Exploring and understanding different cultures is a valuable aspect of personal growth and global awareness. Whether you are traveling to new places or a destination is not feasible, reading about other cultures can offer an introduction to a culture you’ll soon experience, or provide an enlightening alternative. There are three main reasons of why it’s important to learn about other cultures: 

1. Promoting Cultural Understanding: Reading about other cultures allows us to gain insights into their traditions, customs, values, and ways of life. By exploring diverse perspectives through literature or non-fiction works, we develop empathy and understanding for people from different backgrounds. It helps break down stereotypes and fosters appreciation for the complexity and richness of human experiences. 

2. Expanding Our Worldview: Through reading about other cultures, we expand our worldview beyond our immediate surroundings. Our own cultural lens often limits our understanding of the world; however, delving into literature from various regions lets us examine different historical events, social structures, political ideologies, and religious beliefs that shape societies across the globe. 

3. Enhancing Empathy: Understanding the experiences of others cultivates empathy within ourselves. Literature provides a medium through which we can step into another person’s shoes and see life through their eyes – be it a coming-of-age story set in Japan or a memoir detailing life in Africa. Such stories help us relate to individuals who may have vastly different lives from ours but share universal emotions like joy, pain, love, or loss.

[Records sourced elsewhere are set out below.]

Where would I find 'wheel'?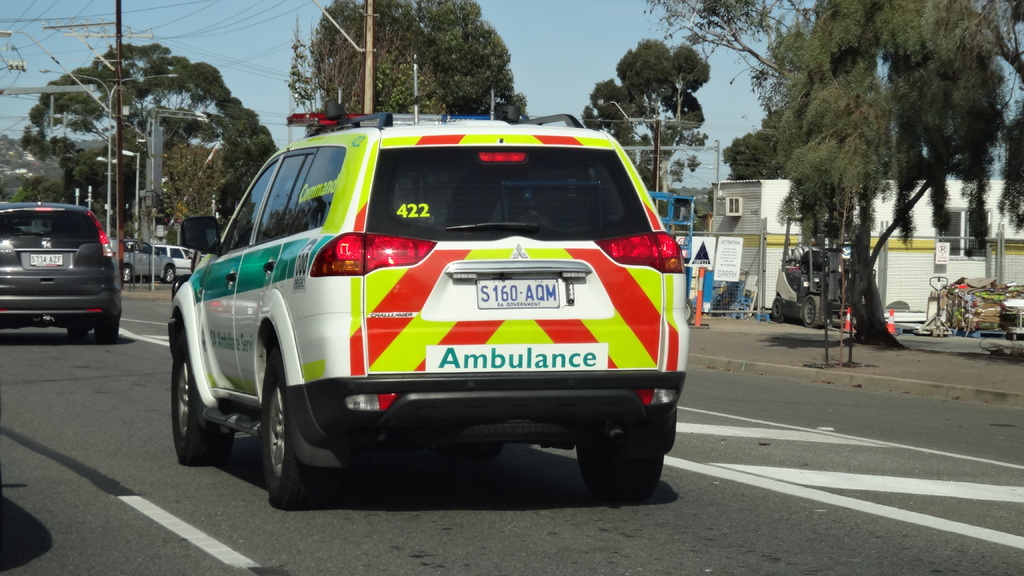
At select_region(98, 324, 120, 341).
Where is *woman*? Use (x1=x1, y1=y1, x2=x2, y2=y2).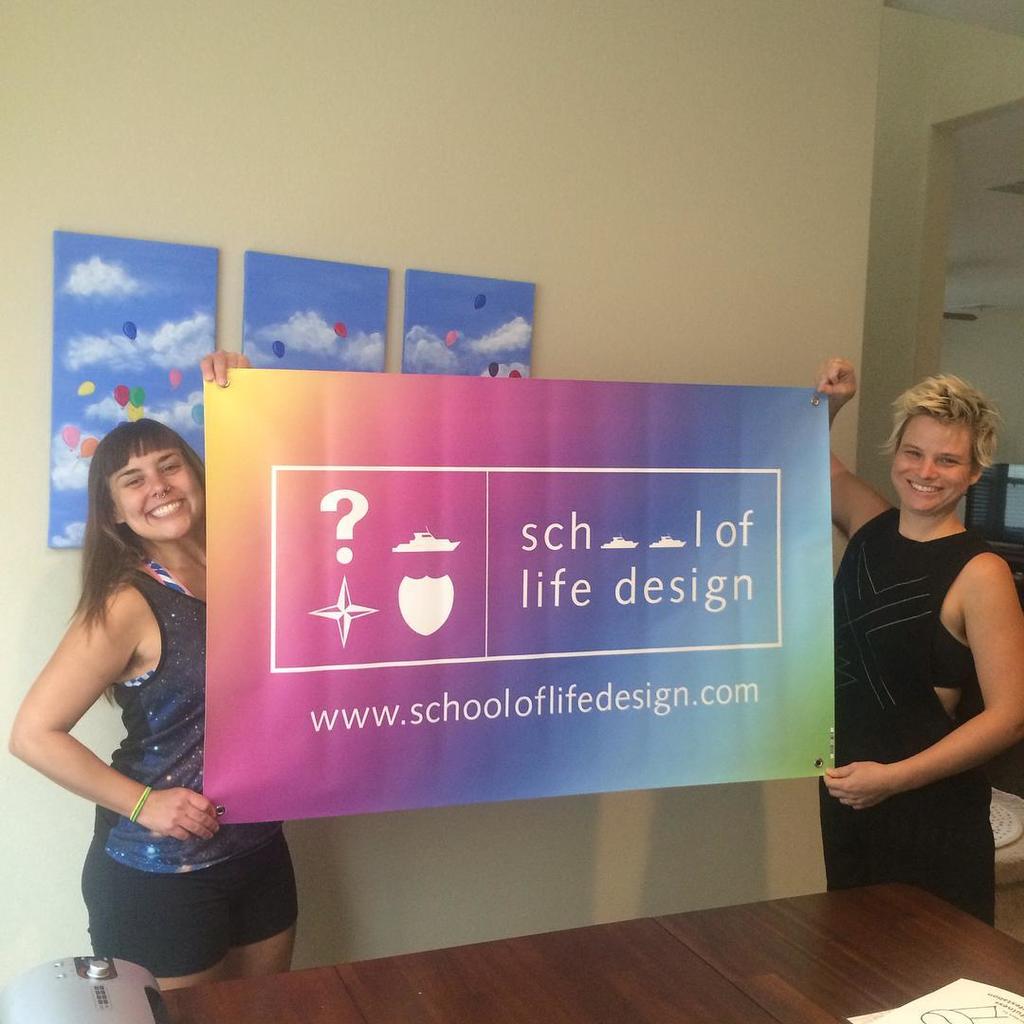
(x1=15, y1=384, x2=270, y2=998).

And there we have it, my list of books to read before visiting the United Kingdom. While there is no way I could list every book that I think you should read, we would all be reading for eternity (maybe that’s not a bad thing), but this list is a great introduction to British culture, politics, and life through the eyes of writers and novelists from the country.

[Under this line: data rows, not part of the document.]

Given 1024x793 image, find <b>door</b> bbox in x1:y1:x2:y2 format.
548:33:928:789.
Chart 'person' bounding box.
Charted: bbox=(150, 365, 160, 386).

Are there any books I need to add to my list?  Let me know so I can scope them out!

This post may contain affiliate links, which means I receive a small commission, at no extra cost to you, if you make a purchase using the links. You can also see my full Disclosure and Terms and Conditions.

**All Book descriptions come from Goodreads


Are you ready for The U.K.?

  • Book Your Flights– To find the cheapest flights, flexibility is a must. Some great options are Google Flights for the calendars to find the cheapest options, Skiplagged, and Skyscanner. For more options, see our resources page. Heathrow and Gatwick (London) are the main entry points for long-haul flights but Manchester and Birmingham are options for those coming from Europe. Belfast in Northern Ireland is also an option.
  • Find Transportation- If you’re driving, look into Rentalcars.com before arriving to find the best rates. Rail and bus services are frequent and easy. A BritRail pass can help save you money. For convenience, choose a train, for low-price choose buses.
  • Book Your Accommodation– Look at Booking.com, Hotels.com, or Expedia for hotels in the U.K. You can also look at AirBnB or VRBO as we’ve had great luck finding inexpensive, large, and clean homes to rent.
  • Book Tours and Experiences- Check Viator or Klook for some of the best tours and attractions for a great price for experiences like the Tower of London, Stonehenge, Edinburgh Castle, or Warner Bros Studio Tour.
  • Stay Connected– If your phone’s data plan is going to be expensive, order an eSIM card before you go, or just head to an airport kiosk upon arrival or a store like Tesco or Boots.
  • Buy Travel Insurance- I always recommend World Nomads for insurance. It’s better to protect yourself in case of mishaps. Learn more about World Nomads in this FAQ post.
  • Pack Your Bags– Check out my packing lists, or my favorite travel gear to help you remember all of the essentials.
  • Learn About the U.K.- Learn about the U.K. with guidebooks like Lonely Planet, or, novels and books about the country, or, shameless plug, search around my site for more info.